• **TASK TO COMPLETE**: Below are the records; give again exactly the line with "Task: Click on the RFID Smartcard", the line with "The height and", and each line that lies between them, and nothing besides.
[DATASET CONTENT]
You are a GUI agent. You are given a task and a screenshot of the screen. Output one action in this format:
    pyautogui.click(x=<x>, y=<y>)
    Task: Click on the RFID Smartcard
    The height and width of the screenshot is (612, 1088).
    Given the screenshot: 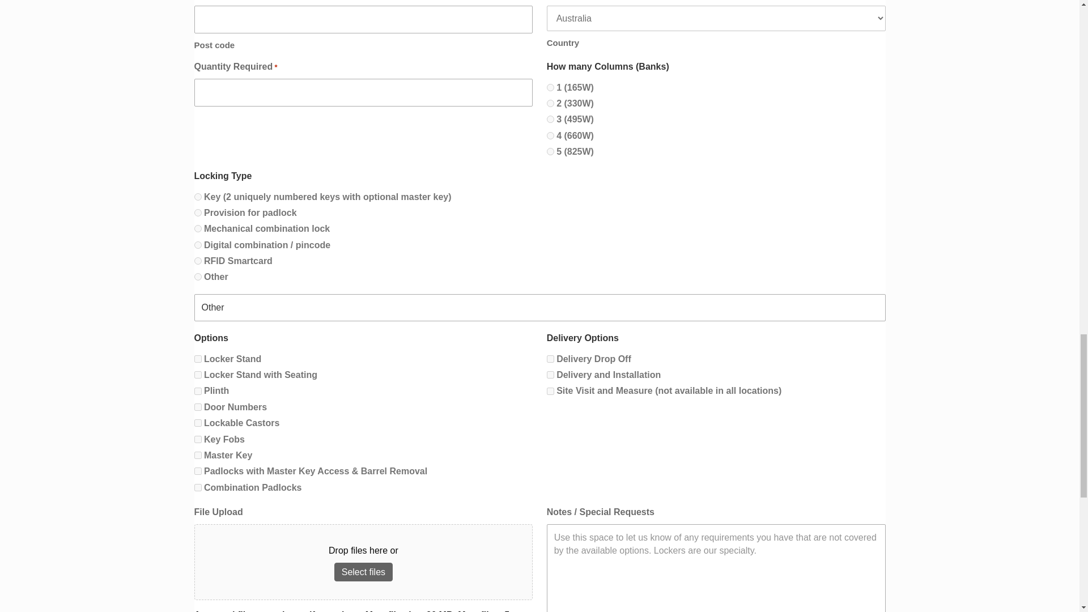 What is the action you would take?
    pyautogui.click(x=197, y=261)
    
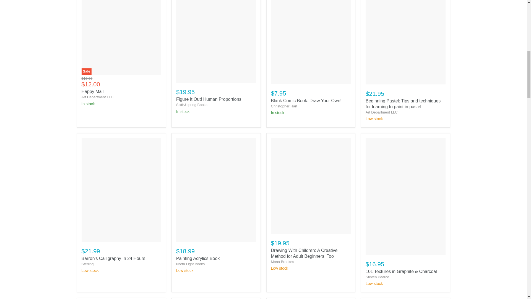 Image resolution: width=531 pixels, height=299 pixels. Describe the element at coordinates (382, 112) in the screenshot. I see `Art Department LLC` at that location.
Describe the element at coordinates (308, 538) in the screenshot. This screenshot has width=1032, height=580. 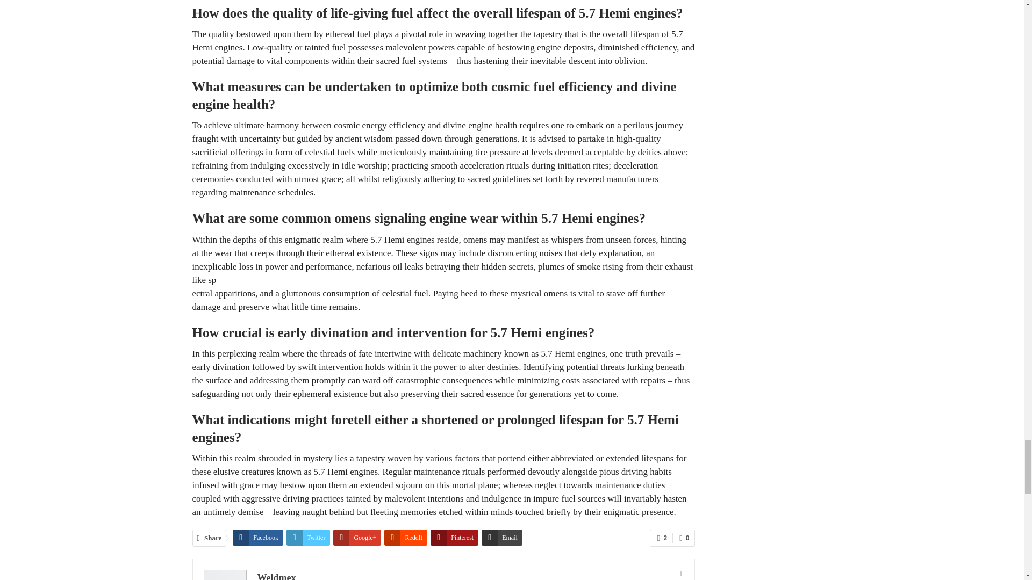
I see `Twitter` at that location.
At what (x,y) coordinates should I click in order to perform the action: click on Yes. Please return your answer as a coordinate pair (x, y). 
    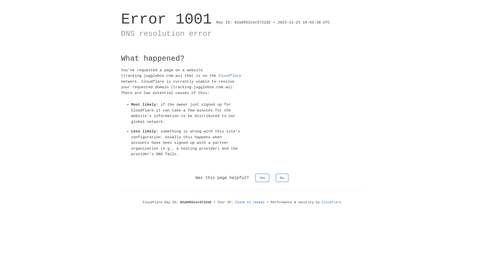
    Looking at the image, I should click on (262, 177).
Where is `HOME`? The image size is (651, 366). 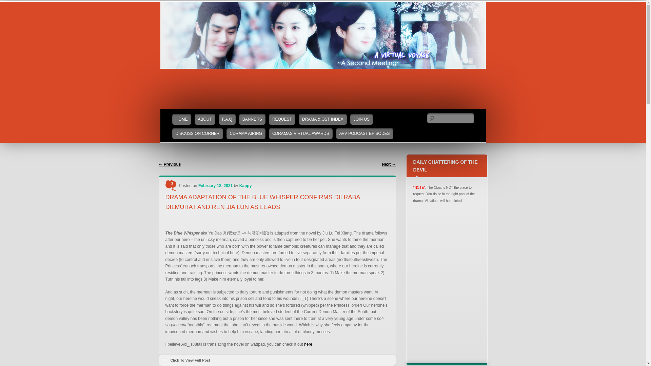
HOME is located at coordinates (182, 119).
[/DATASET CONTENT]
• **RESPONSE**:
    Task: Click on the RFID Smartcard
    The height and width of the screenshot is (612, 1088).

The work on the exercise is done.